Elvira Fischer

Alumni Department Physiology of Cognitive Processes

Main Focus

During natural behavior, much of the motion signal falling into our eyes is due to our own movements. Therefore, in order to correctly perceive motion in our environment, it is important to parse visual motion signals into those due to self-motion or due to external motion. The visual system therefore needs to combine retinal signals, such as eye-movements, and extraretinal signals in order to successfully infer a stable perception of our environment. Using functional magnetic resonance imaging (fMRI) and human psychophysics, I am interested in investigating the functional involvement of known and novel regions involved in various aspects of visual motion perception. The central question of my current work is how the visual system and thereby various brain regions accomplish to disentangle self-motion from objective or object motion by processing and integrating self-induced and externally induced visual signals. To address this question in a series of human fMRI experiments, I systematically investigated various visual and motion responsive regions and their responses to three self-motion cues such as objective (‘real') motion, smooth pursuit eye movements, and retinal motion, both in context of 2D translation, as well as in context of 3D visual flow.

Current Projects:

1) Investigation of brain regions involved in self-induced planar visual motion

Many visual areas are responsive to visual motion. However, comparably little is known about the degree to which these regions distinguish between retinal motion and real ‘objective’ motion. The two motion cues are frequently combined in real life situations during visual pursuit, when self-induced motion combines with real motion to a summed retinal motion signal. In this study we used a paradigm that combined physical planar motion with pursuit in such a way that responses to objective as well as to retinal motion could be separated without confounds related to eye movements. We analyzed responses in individually localized areas V3A, V3B, V5/MT, MST, V6 and VPS, and additionally examined voxel-wise responses across the whole brain.

2) Predictive coding in the context of retinal motion and eye-movements

‘Predictive coding’ describes a model of visual processing in which lower-order visual areas function as residual errors detectors, signaling the difference between an input signal and its statistical prediction based on top-down feedback from higher order visual areas. This suggests a hierarchical cycle, where top-down information concurrently modulates lower-level estimates and bottom-up signals are modified based on higher-level estimates (Rao and Ballard, 1999). Various studies have supported this approach, showing that activity in early visual areaV1 increases for unpredictable stimuli like random/incoherent motion when compared to coherent motion (McKeefry et al., 1997, Braddick et al., 2001, Bartels et al., 2008). However, a higher response in V1 to incoherent motion is also compatible with alternative accounts, e.g. a preference to differential motion. In line with the predictive coding theory, Murray et al. (Murray et al., 2002) has shown that when bars move in a predictable manner, for example in a diamond shape, the shape processing lateral occipital complex (LOC) increased its responses while area V1 decreased its activity, compared to non-predictable formations. Similarly, a recent study has suggested that predictable motion direction or motion onsets lead to smaller responses in V1 compared to when they were not predictable (Alink et al., 2010). In this study we examine whether parafoveal activity observed in the occipital poles during random motion is also compatible with a predictive coding account in the context of processing of self-induced visual motion.

Future Interests

In future experiments, we plan to combine TMS with fMRI in order to test for connectivity and causal involvement of various motion sensitive regions such as V3A and V6.

References

Alink A, Schwiedrzik CM, Kohler A, Singer W, Muckli L (2010) Stimulus predictability reduces responses in primary visual cortex. J Neurosci30:2960-2966.

Bartels A, Zeki S, Logothetis NK (2008) Natural vision reveals regional specialization to local motion and to contrast-invariant, global flow in the human brain. Cereb Cortex 18:705-717.

Braddick OJ, O'Brien JM, Wattam-Bell J, Atkinson J, Hartley T, Turner R (2001) Brain areas sensitive to coherent visual motion. Perception 30:61-72.

McKeefry DJ, Watson JDG, Frackowiak RSJ, Fong K, Zeki S (1997) The Activity in Human Areas V1/V2, V3 and V5 During the Perception of Coherent and Incoherent Motion. Journal of Neurophysiology 5:1-12.

Murray SO, Kersten D, Olshausen BA, Schrater P, Woods DL (2002) Shape perception reduces activity in human primary visual cortex. Proc Natl Acad Sci U S A 99:15164-15169.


*PROBLEM DESCRIPTION*: For this exercise, copy the data exactly and omit any images.

- - -

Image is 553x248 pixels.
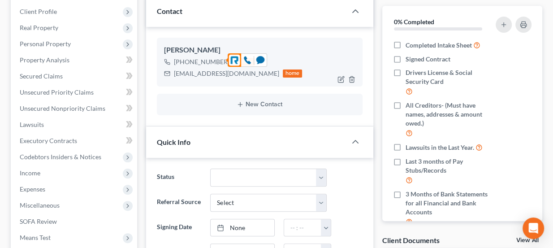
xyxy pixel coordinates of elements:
[522,217,544,239] div: Open Intercom Messenger
[228,53,241,67] img: wELFYSekCcT7AAAAABJRU5ErkJggg==
[20,56,69,64] span: Property Analysis
[254,54,267,66] div: SMS with RingCentral
[20,104,105,112] span: Unsecured Nonpriority Claims
[20,137,77,144] span: Executory Contracts
[382,235,439,245] div: Client Documents
[20,8,57,15] span: Client Profile
[405,143,474,152] span: Lawsuits in the Last Year.
[284,219,322,236] input: -- : --
[20,201,60,209] span: Miscellaneous
[405,101,495,128] span: All Creditors- (Must have names, addresses & amount owed.)
[152,194,206,211] label: Referral Source
[405,68,495,86] span: Drivers License & Social Security Card
[394,18,434,26] strong: 0% Completed
[13,100,137,116] a: Unsecured Nonpriority Claims
[405,55,450,64] span: Signed Contract
[516,237,538,243] a: View All
[13,84,137,100] a: Unsecured Priority Claims
[20,153,101,160] span: Codebtors Insiders & Notices
[152,219,206,237] label: Signing Date
[164,45,356,56] div: [PERSON_NAME]
[13,52,137,68] a: Property Analysis
[283,69,302,77] div: home
[20,24,58,31] span: Real Property
[20,217,57,225] span: SOFA Review
[241,54,254,66] div: Call with RingCentral
[20,120,44,128] span: Lawsuits
[174,69,279,78] div: [EMAIL_ADDRESS][DOMAIN_NAME]
[20,233,51,241] span: Means Test
[20,72,63,80] span: Secured Claims
[157,138,190,146] span: Quick Info
[405,157,495,175] span: Last 3 months of Pay Stubs/Records
[20,185,45,193] span: Expenses
[405,41,472,50] span: Completed Intake Sheet
[13,68,137,84] a: Secured Claims
[174,57,229,66] div: [PHONE_NUMBER]
[157,7,182,15] span: Contact
[20,88,94,96] span: Unsecured Priority Claims
[13,116,137,133] a: Lawsuits
[152,168,206,186] label: Status
[164,101,356,108] button: New Contact
[13,213,137,229] a: SOFA Review
[13,133,137,149] a: Executory Contracts
[20,169,40,176] span: Income
[20,40,71,47] span: Personal Property
[405,189,495,216] span: 3 Months of Bank Statements for all Financial and Bank Accounts
[211,219,274,236] a: None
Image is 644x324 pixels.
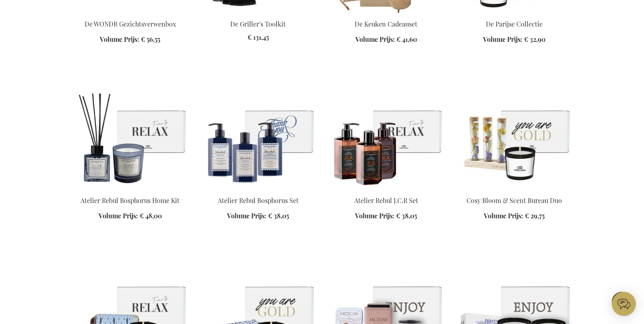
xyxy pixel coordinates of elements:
a: Atelier Rebul Bosphorus Home Kit [81,196,180,205]
a: Atelier Rebul J.C.R Set [354,196,419,205]
a: Volume Prijs: € 48,00 [99,212,162,220]
a: The WONDR Facial Treat Box [73,9,188,17]
a: Volume Prijs: € 38,05 [355,212,417,220]
img: The Bloom & Scent Cosy Desk Duo [456,77,572,190]
iframe: belco-activator-frame [612,292,636,316]
img: Atelier Rebul J.C.R Set [328,77,444,190]
a: The Master Griller's Toolkit [200,9,316,17]
a: Volume Prijs: € 56,55 [100,35,161,44]
span: Volume Prijs: [355,212,395,220]
span: € 29,75 [525,212,544,220]
span: € 32,90 [525,35,545,43]
span: Volume Prijs: [484,212,524,220]
a: Atelier Rebul Bosphorus Set [200,186,316,194]
span: € 38,05 [396,212,417,220]
a: Volume Prijs: € 32,90 [483,35,545,44]
a: Volume Prijs: € 29,75 [484,212,544,220]
span: Volume Prijs: [355,35,395,43]
a: Volume Prijs: € 41,60 [355,35,417,44]
img: Atelier Rebul Bosphorus Home Kit [73,77,188,190]
a: De Griller's Toolkit [230,20,286,28]
span: € 56,55 [141,35,161,43]
span: € 131,45 [248,33,269,41]
a: The Bloom & Scent Cosy Desk Duo [456,186,572,194]
span: Volume Prijs: [100,35,139,43]
span: Volume Prijs: [99,212,138,220]
a: Cosy Bloom & Scent Bureau Duo [467,196,562,205]
a: Atelier Rebul J.C.R Set [328,186,444,194]
a: The Kitchen Gift Set [328,9,444,17]
a: De Keuken Cadeauset [354,20,418,28]
img: Atelier Rebul Bosphorus Set [200,77,316,190]
span: Volume Prijs: [483,35,522,43]
a: De WONDR Gezichtsverwenbox [85,20,176,28]
span: € 48,00 [140,212,162,220]
a: Atelier Rebul Bosphorus Home Kit [73,186,188,194]
span: € 41,60 [396,35,417,43]
a: The Parisian Collection [456,9,572,17]
a: De Parijse Collectie [486,20,543,28]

- - -

*RESPONSE FOR THIS EXERCISE*:
Image is 553x248 pixels.
xyxy pixel coordinates of elements:
[522,217,544,239] div: Open Intercom Messenger
[228,53,241,67] img: wELFYSekCcT7AAAAABJRU5ErkJggg==
[20,56,69,64] span: Property Analysis
[254,54,267,66] div: SMS with RingCentral
[20,104,105,112] span: Unsecured Nonpriority Claims
[20,137,77,144] span: Executory Contracts
[382,235,439,245] div: Client Documents
[20,8,57,15] span: Client Profile
[405,143,474,152] span: Lawsuits in the Last Year.
[284,219,322,236] input: -- : --
[20,201,60,209] span: Miscellaneous
[405,101,495,128] span: All Creditors- (Must have names, addresses & amount owed.)
[152,194,206,211] label: Referral Source
[405,68,495,86] span: Drivers License & Social Security Card
[394,18,434,26] strong: 0% Completed
[13,100,137,116] a: Unsecured Nonpriority Claims
[405,55,450,64] span: Signed Contract
[516,237,538,243] a: View All
[13,84,137,100] a: Unsecured Priority Claims
[20,153,101,160] span: Codebtors Insiders & Notices
[152,219,206,237] label: Signing Date
[164,45,356,56] div: [PERSON_NAME]
[13,52,137,68] a: Property Analysis
[283,69,302,77] div: home
[20,24,58,31] span: Real Property
[20,217,57,225] span: SOFA Review
[241,54,254,66] div: Call with RingCentral
[20,120,44,128] span: Lawsuits
[174,69,279,78] div: [EMAIL_ADDRESS][DOMAIN_NAME]
[20,233,51,241] span: Means Test
[20,72,63,80] span: Secured Claims
[157,138,190,146] span: Quick Info
[405,157,495,175] span: Last 3 months of Pay Stubs/Records
[20,185,45,193] span: Expenses
[405,41,472,50] span: Completed Intake Sheet
[13,68,137,84] a: Secured Claims
[174,57,229,66] div: [PHONE_NUMBER]
[157,7,182,15] span: Contact
[20,88,94,96] span: Unsecured Priority Claims
[13,116,137,133] a: Lawsuits
[152,168,206,186] label: Status
[164,101,356,108] button: New Contact
[13,213,137,229] a: SOFA Review
[13,133,137,149] a: Executory Contracts
[20,169,40,176] span: Income
[20,40,71,47] span: Personal Property
[405,189,495,216] span: 3 Months of Bank Statements for all Financial and Bank Accounts
[211,219,274,236] a: None
Image is 644x324 pixels.
xyxy pixel coordinates of elements:
a: Atelier Rebul Bosphorus Home Kit [81,196,180,205]
a: Atelier Rebul J.C.R Set [354,196,419,205]
a: Volume Prijs: € 48,00 [99,212,162,220]
a: The WONDR Facial Treat Box [73,9,188,17]
a: Volume Prijs: € 38,05 [355,212,417,220]
img: The Bloom & Scent Cosy Desk Duo [456,77,572,190]
iframe: belco-activator-frame [612,292,636,316]
img: Atelier Rebul J.C.R Set [328,77,444,190]
a: The Master Griller's Toolkit [200,9,316,17]
a: Volume Prijs: € 56,55 [100,35,161,44]
span: Volume Prijs: [355,212,395,220]
span: € 29,75 [525,212,544,220]
span: € 32,90 [525,35,545,43]
span: Volume Prijs: [484,212,524,220]
a: Atelier Rebul Bosphorus Set [200,186,316,194]
span: € 38,05 [396,212,417,220]
a: Volume Prijs: € 32,90 [483,35,545,44]
a: Volume Prijs: € 29,75 [484,212,544,220]
span: Volume Prijs: [355,35,395,43]
a: Volume Prijs: € 41,60 [355,35,417,44]
img: Atelier Rebul Bosphorus Home Kit [73,77,188,190]
a: De Griller's Toolkit [230,20,286,28]
span: € 56,55 [141,35,161,43]
span: € 131,45 [248,33,269,41]
a: The Bloom & Scent Cosy Desk Duo [456,186,572,194]
span: Volume Prijs: [100,35,139,43]
span: Volume Prijs: [99,212,138,220]
a: Cosy Bloom & Scent Bureau Duo [467,196,562,205]
a: Atelier Rebul J.C.R Set [328,186,444,194]
a: The Kitchen Gift Set [328,9,444,17]
a: De Keuken Cadeauset [354,20,418,28]
img: Atelier Rebul Bosphorus Set [200,77,316,190]
span: Volume Prijs: [483,35,522,43]
a: De WONDR Gezichtsverwenbox [85,20,176,28]
span: € 48,00 [140,212,162,220]
a: Atelier Rebul Bosphorus Home Kit [73,186,188,194]
span: € 41,60 [396,35,417,43]
a: The Parisian Collection [456,9,572,17]
a: De Parijse Collectie [486,20,543,28]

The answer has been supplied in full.